I have a lot of old movies, most will barely be 720p.

I ripped them off DVDs with MakeMKV and have sometimes 7GB files for 1,5h.

I want to convert them to something below 300MB, I often see more modern torrented movies below that size, so this should totally be possible.

They will only ever be played with VLC (Windows) or Celluloid/MPV (Linux) with hardware decoding.

But what codec to use? h264 and h265 are nonfree, arent they? But Videolan has some free variant of it and Cisco also offers their free version for h264?

Never heard of VP8 and VP9. Then there is AV1 but that seems to only have “264K 360° Surround sound 3D VR” options.

Man I just want to encode normal movies 🥲

What about webm? That is under “web” but probably also good?

I suppose I should use h264 for compatibility, but the web stuff will also be compatible. I would like the best and fanciest algorithms to have least dataloss.

Also, what to use for the audio? I think opus is best.

Thanks!

  • @[email protected]
    link
    fedilink
    2
    edit-2
    6 months ago

    I usually go for VP9 and opus in a webm container. This is widely supported, because it is Google sponsored, used on YouTube and supported by all browsers. As other people told you here, DVD are not 720p, they are 480 or 576 interlaced or progressive. You can find more details on Wikipedia.

    AV1 is the best compressing standard for video, but it is slower in encoding than HEVC (usually). VP9 is the predecessor, which is compresses better than AVC and comes close to HEVC. Speed wise is comparable to x265.

    Opus is the best audio standard, the only reason you may want to avoid it is for incompatibilities with older hardware players (in car radios, BluRay players,…).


◆ What is needed: Your task is to repeat exactly the lines from the one with "Detect and localize person." through the end of the records, both included; please leave the pictures out.

◆ Collected data:
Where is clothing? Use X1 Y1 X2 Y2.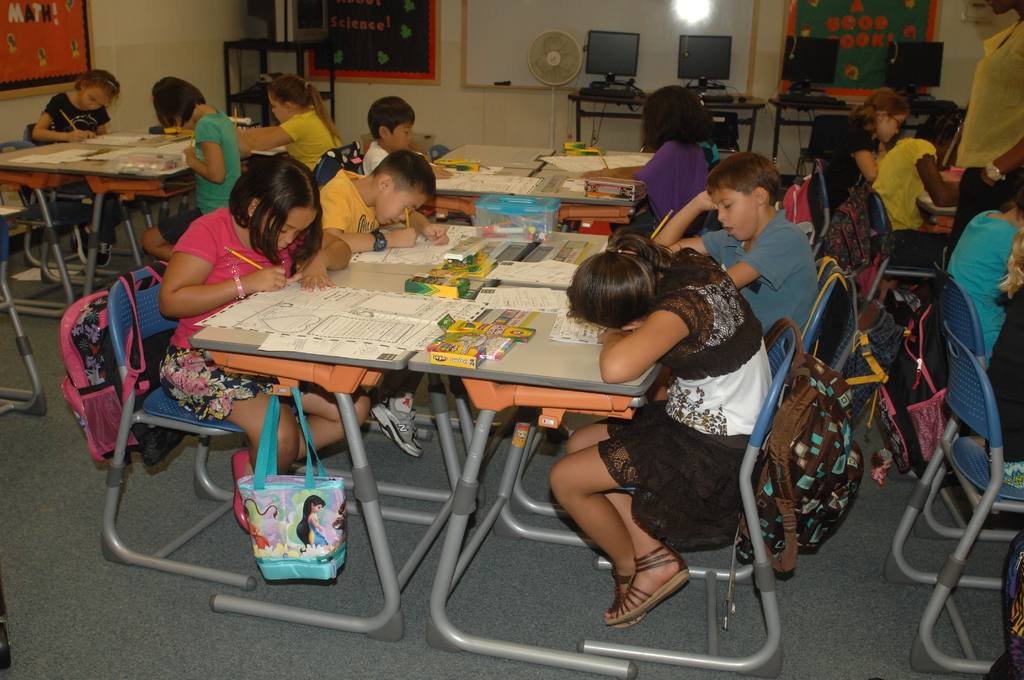
38 90 135 219.
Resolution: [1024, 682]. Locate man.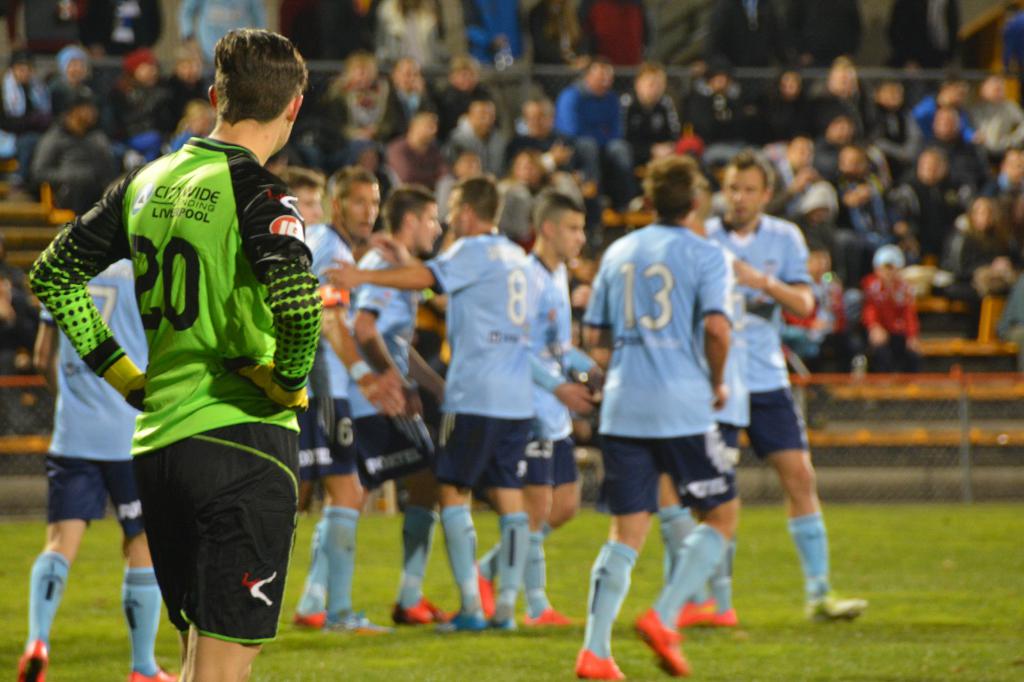
[left=700, top=152, right=868, bottom=623].
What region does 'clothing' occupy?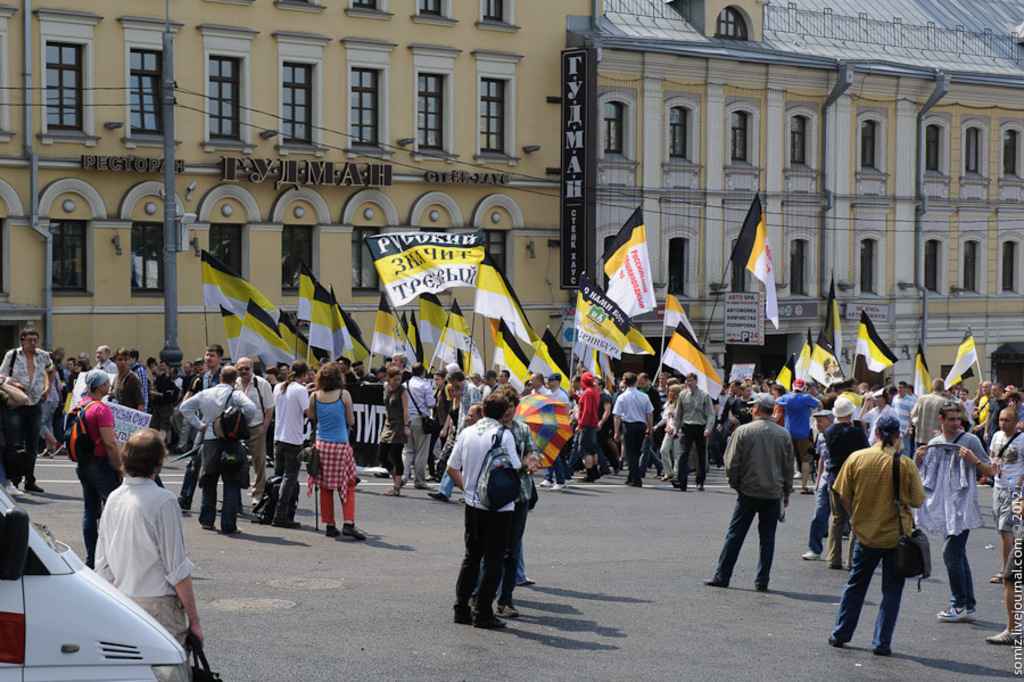
[267, 377, 313, 521].
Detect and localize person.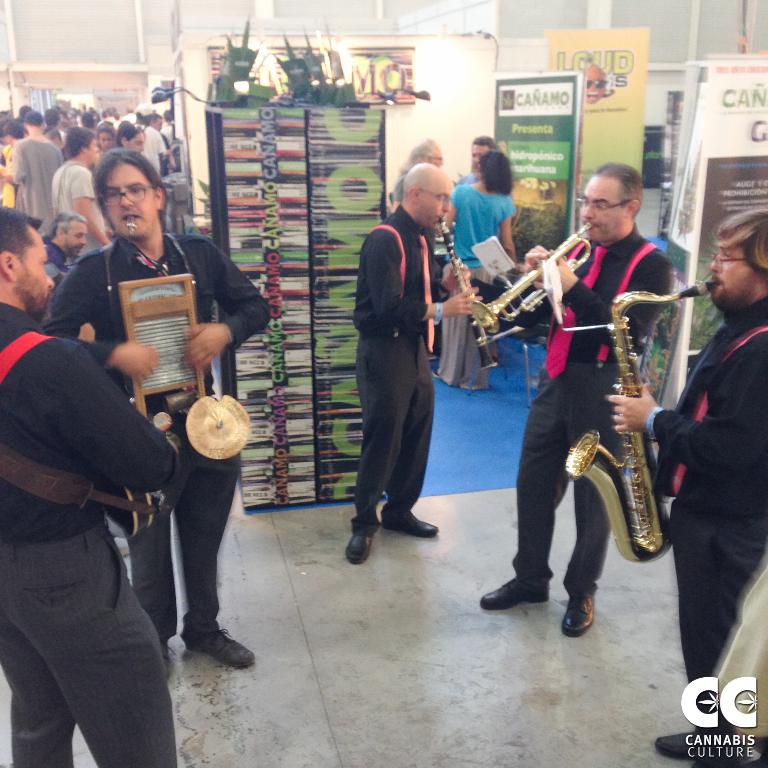
Localized at box=[604, 212, 767, 763].
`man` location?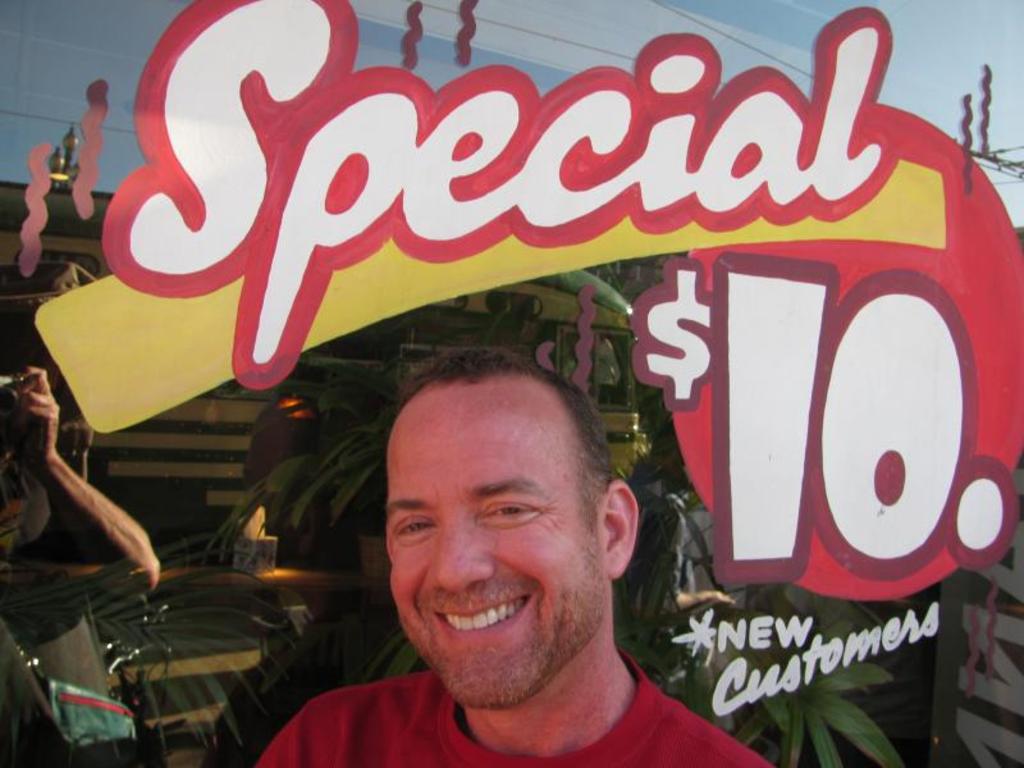
293:342:741:767
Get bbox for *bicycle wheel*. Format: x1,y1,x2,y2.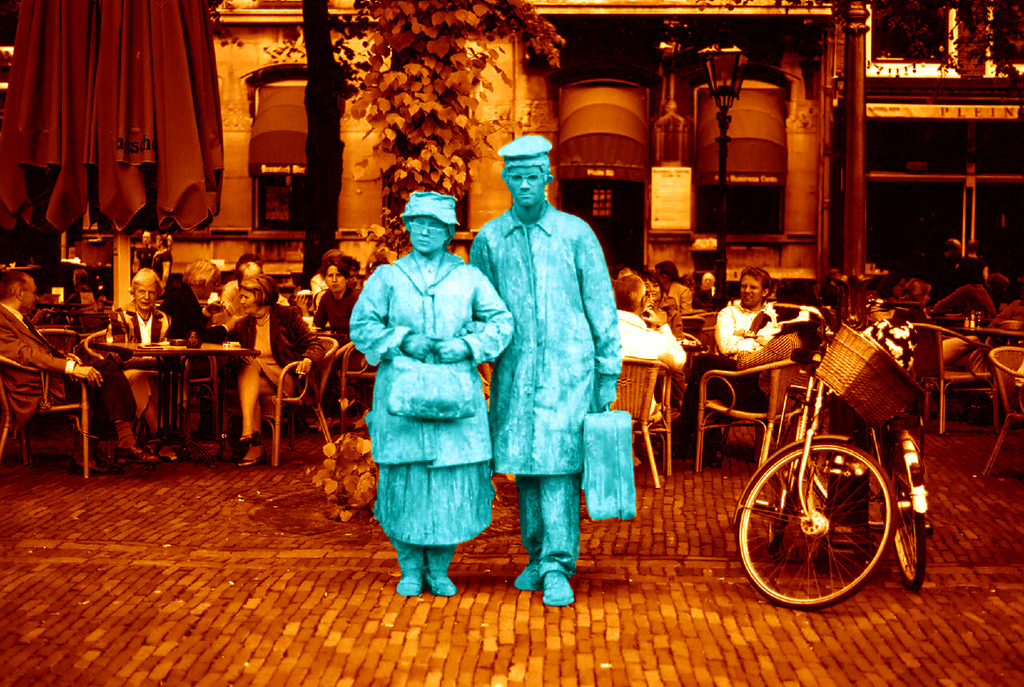
736,440,887,611.
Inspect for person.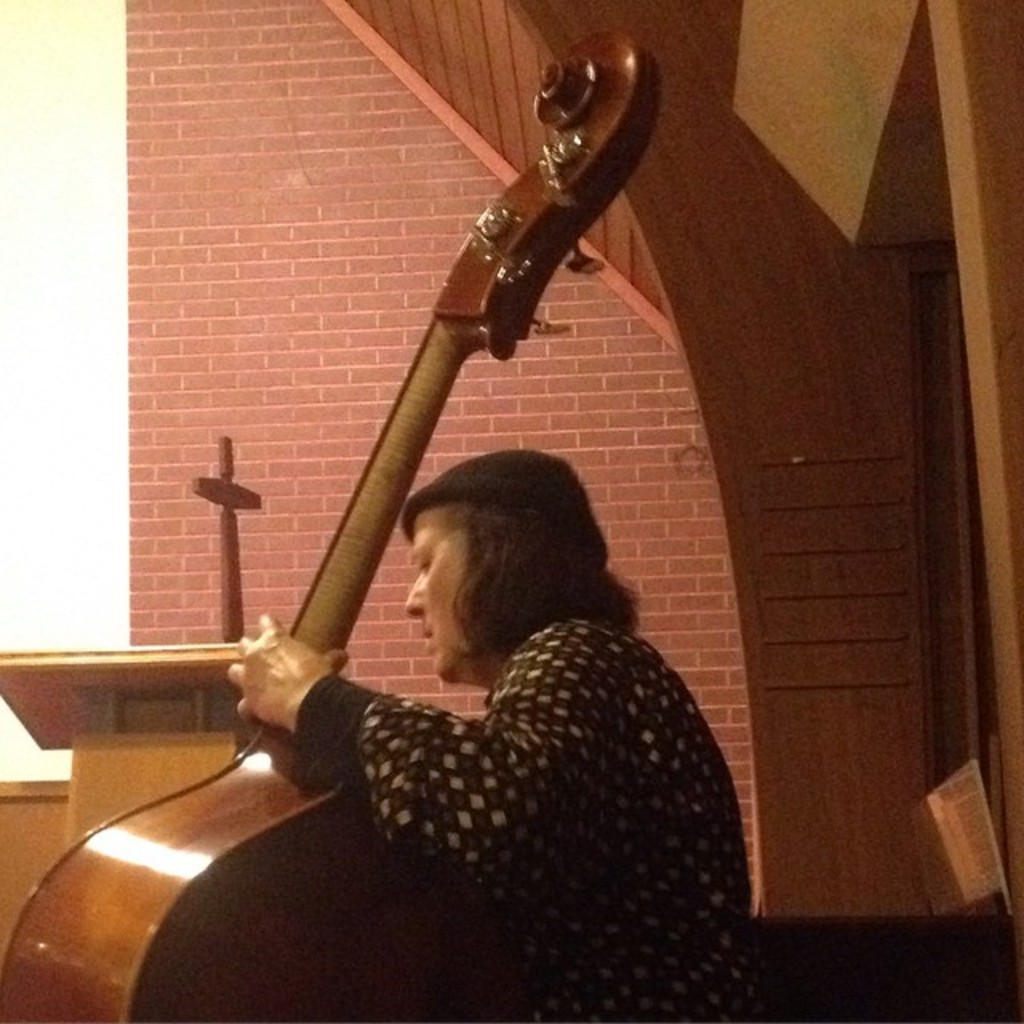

◆ Result for this task:
Detect and localize person.
Localized at box=[604, 212, 767, 763].
`man` location?
293:342:741:767
Get bbox for *bicycle wheel*. Format: x1,y1,x2,y2.
736,440,887,611.
Inspect for person.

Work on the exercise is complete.